(Pixel coordinate grounding data)

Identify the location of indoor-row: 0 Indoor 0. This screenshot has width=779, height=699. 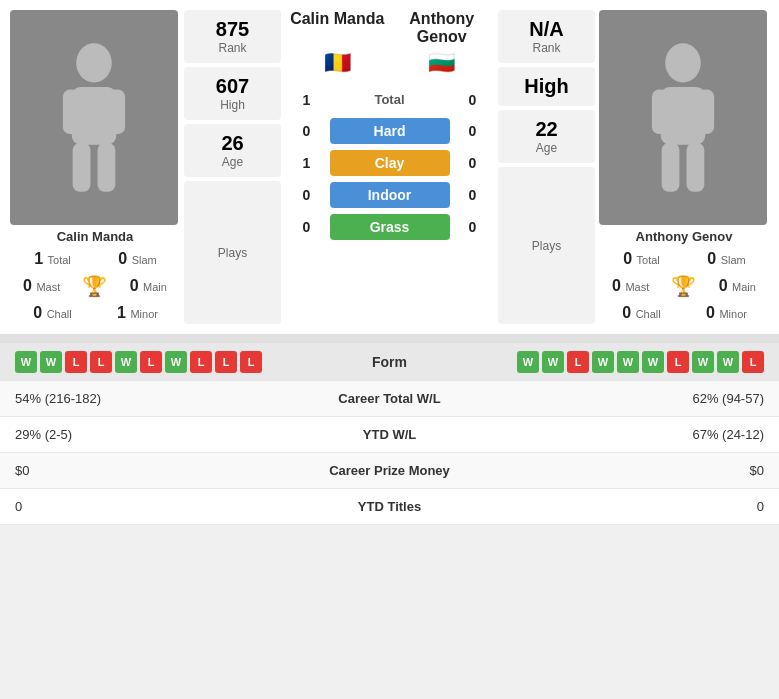
(390, 195).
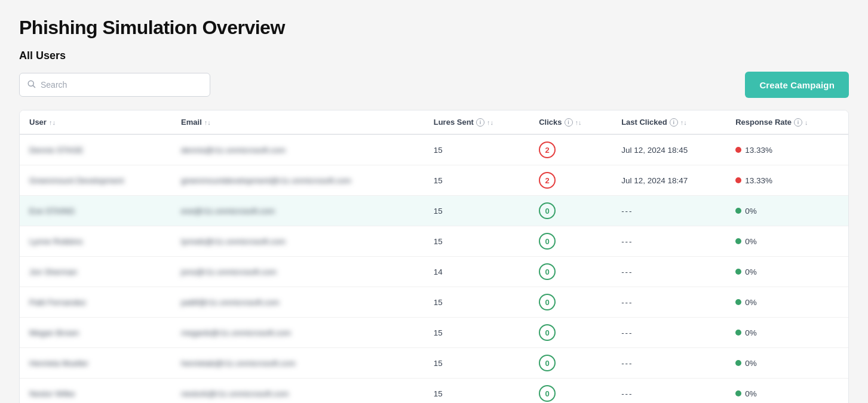 The image size is (868, 403). What do you see at coordinates (434, 122) in the screenshot?
I see `table-header: User ↑↓ Email ↑↓ Lures Sent i` at bounding box center [434, 122].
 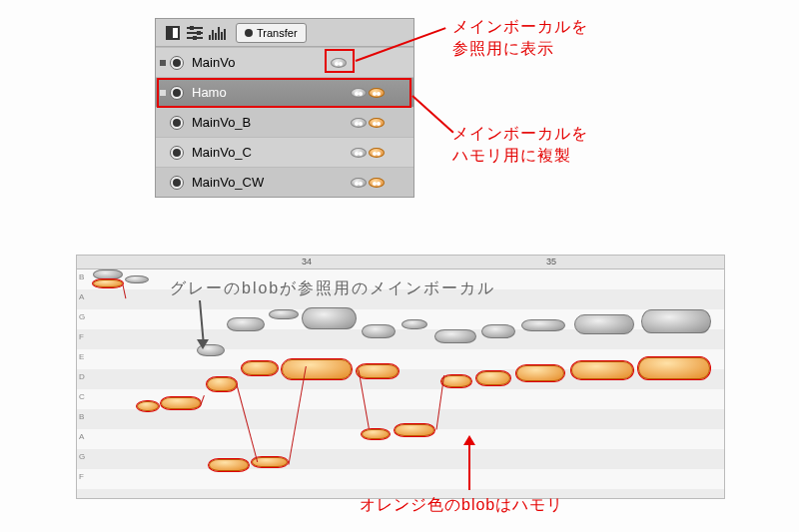 I want to click on key-label: E, so click(x=82, y=357).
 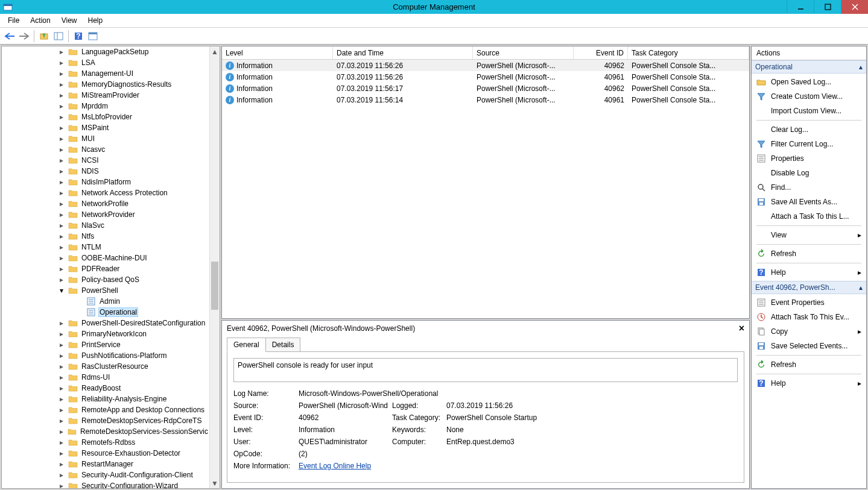 I want to click on action-event-properties: Event Properties, so click(x=809, y=303).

What this task involves: Set down every entry above again exactly, dropping each picture.

Response to this task:
Identify the location of indoor-row: 0 Indoor 0. This screenshot has width=779, height=699. 
(390, 195).
 The image size is (868, 403). What do you see at coordinates (434, 122) in the screenshot?
I see `table-header: User ↑↓ Email ↑↓ Lures Sent i` at bounding box center [434, 122].
  I want to click on key-label: E, so click(x=82, y=357).
  I want to click on action-event-properties: Event Properties, so click(x=809, y=303).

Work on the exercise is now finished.